About this task :: An exact reproduction of all entries is expected.

The data Block Start

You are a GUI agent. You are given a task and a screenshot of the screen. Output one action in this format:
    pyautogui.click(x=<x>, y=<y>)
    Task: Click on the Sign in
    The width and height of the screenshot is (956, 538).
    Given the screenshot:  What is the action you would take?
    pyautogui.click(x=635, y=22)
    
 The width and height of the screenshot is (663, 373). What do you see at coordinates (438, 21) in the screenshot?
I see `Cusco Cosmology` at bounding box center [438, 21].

The data Block End

Written solution ::
You are a GUI agent. You are given a task and a screenshot of the screen. Output one action in this format:
    pyautogui.click(x=<x>, y=<y>)
    Task: Click on the Sign in
    The width and height of the screenshot is (956, 538).
    Given the screenshot:  What is the action you would take?
    pyautogui.click(x=635, y=22)
    
 The width and height of the screenshot is (663, 373). What do you see at coordinates (438, 21) in the screenshot?
I see `Cusco Cosmology` at bounding box center [438, 21].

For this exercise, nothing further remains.